5. Discussion Our goals in this work were to create text mining tools useful to biologists, particularly to database curators; to explore text mining strategies in the resourcerich domain of biological databases; and to understand the dimensions of the problems in identifying and normalizing gene mentions in biological text. For text mining, our major accomplishment has been to demonstrate that we can automatically produce large quantities of relatively high quality training data; these data were good enough to train an HMM-based tagger to identify gene mentions with an F-measure of 75% (precision of 78% and recall of 71%) evaluated on our small development test set of 86 abstracts. This compares favorably with other reported results described in Section 2. While these results are still considerably below the results from Gaizauskas et al. [25], we believe we can improve both the quality of the training data (through better tokenization and pattern matching) and the performance of the tagger (through the use of non-local context and morphological features). We also demonstrated that it can be productive to separate tagging from normalization. In one experiment, simple pattern matching produced a system with recall of 95% in the gene list task. This provides a good measure of the completeness of the lexicon for FlyBase. The missing cases (from our very small test sample) seem to involve degenerate forms due to conjunctions or plurals, paraphrases of names, or to persistent ambiguity between gene names and other technical terms, including gene names from other species.

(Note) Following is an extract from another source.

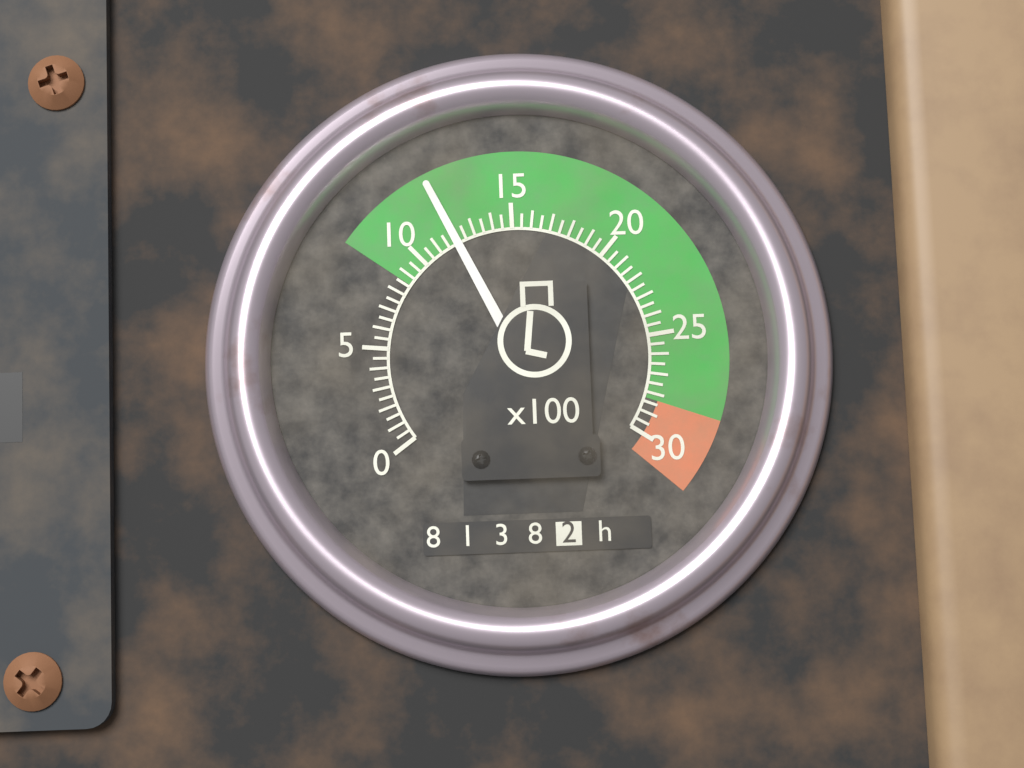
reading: 12.0 x100 rpm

Fig. 10. Precision and Recall for different methods of normalized gene list generation.

A.A. Morgan et al. / Journal of Biomedical Informatics 37 (2004) 396–410

Our best F-measure for the gene list task (0.72) was achieved using a statistical tagger, coupled with removal of all ambiguous terms (relying on redundant mentions of terms to preserve recall). In this experiment, we believe that recall for the gene list results (0.77 at best) may have been limited by the low recall of the underlying tagger (0.71). This suggests that use of an improved tagger would yield significantly better results on the gene normalization task. Additionally, our analysis suggests an alternative approach to the gene list task, namely treating disambiguation as an evidence combining task: given all tagged gene names in a text, it may be possible to combine evidence from adjacent words, from multiple occurrences of words and synonyms, and from statistics on the observed frequency of gene occurrence, to determine which genes are really mentioned and which are false positives. In the longer term, this methodology provides an opportunity to go beyond gene name tagging for Drosophila. It can be extended to other domains that have comparable resources (e.g., to other model organism genome databases, as is being done in BioCreAtIvE, and to other biological entities). Entity tagging also provides the foundation for more complex tasks, such as relation extraction (e.g., using the BIND database), functional annotation (e.g., using GO terms, as in BioCreAtIvE Task 2) or attribute extraction (e.g., using FlyBase to identify attributes such as RNA transcript length, associated with protein coding genes).